Collected data entries
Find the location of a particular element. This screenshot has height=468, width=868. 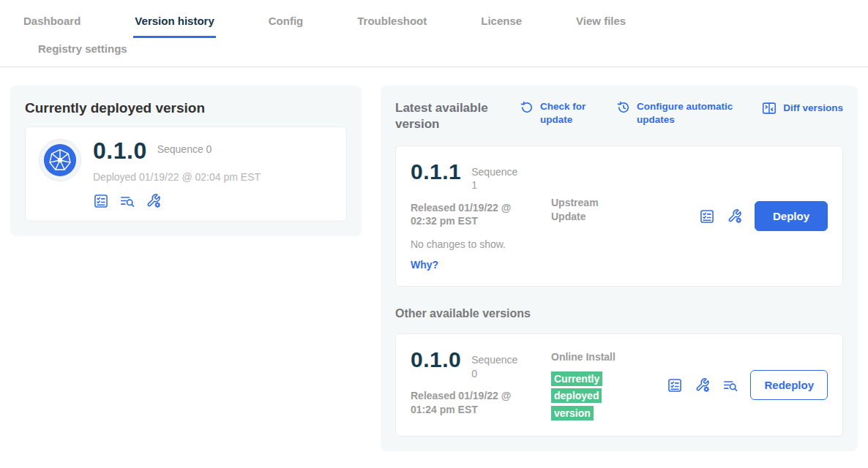

tab-version-history: Version history is located at coordinates (174, 24).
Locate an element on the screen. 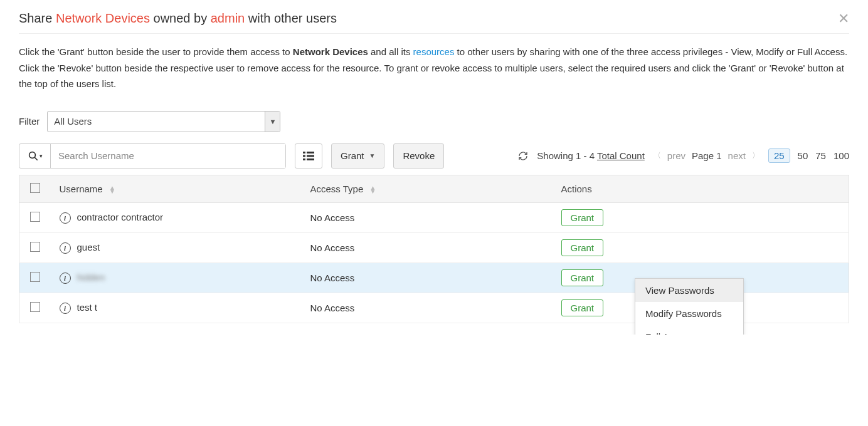 The image size is (868, 426). grant-menu-item: Modify Passwords is located at coordinates (689, 313).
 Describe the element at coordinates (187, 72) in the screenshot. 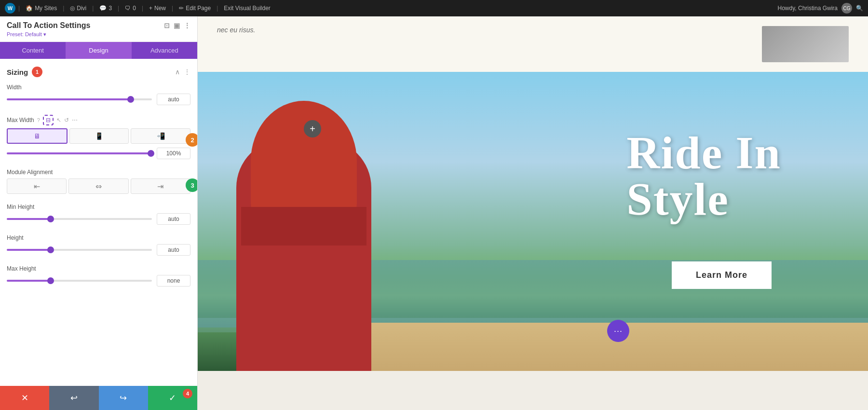

I see `section-more-icon: ⋮` at that location.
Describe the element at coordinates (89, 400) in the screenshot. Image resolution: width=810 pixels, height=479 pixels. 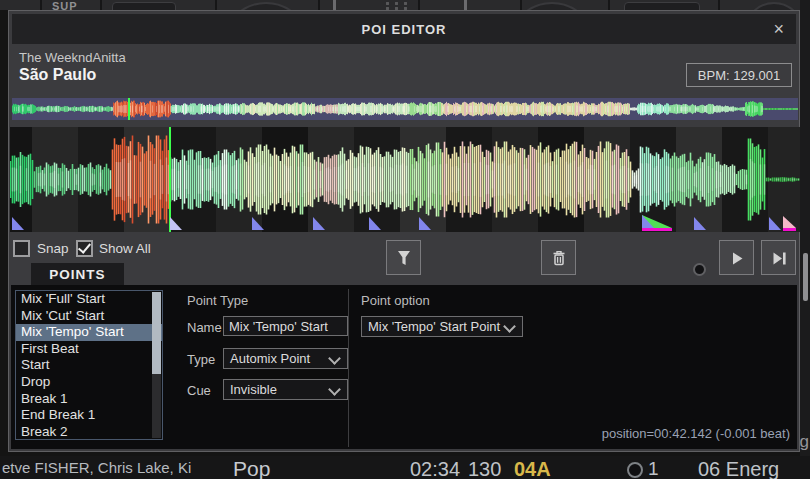
I see `points-list-item: Break 1` at that location.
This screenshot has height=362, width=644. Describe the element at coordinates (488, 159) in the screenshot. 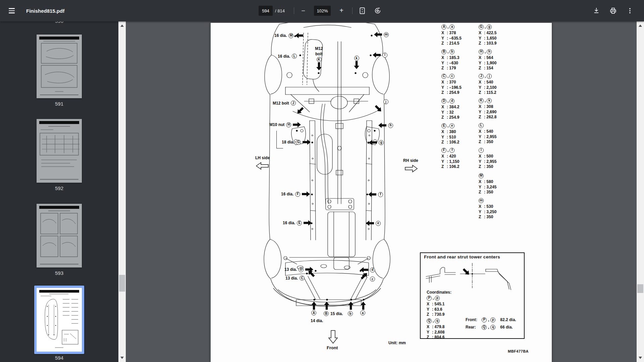

I see `coordinate-entry-l: lX: 500Y: 2,955Z: 350` at that location.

— Exercise prompt —
Skip the pictures and retype exactly the lines from the one that contains "Describe the element at coordinates (89, 400)" to the last line of the records.

— Answer section —
Describe the element at coordinates (89, 400) in the screenshot. Image resolution: width=810 pixels, height=479 pixels. 
I see `points-list-item: Break 1` at that location.
This screenshot has height=362, width=644. Describe the element at coordinates (488, 159) in the screenshot. 

I see `coordinate-entry-l: lX: 500Y: 2,955Z: 350` at that location.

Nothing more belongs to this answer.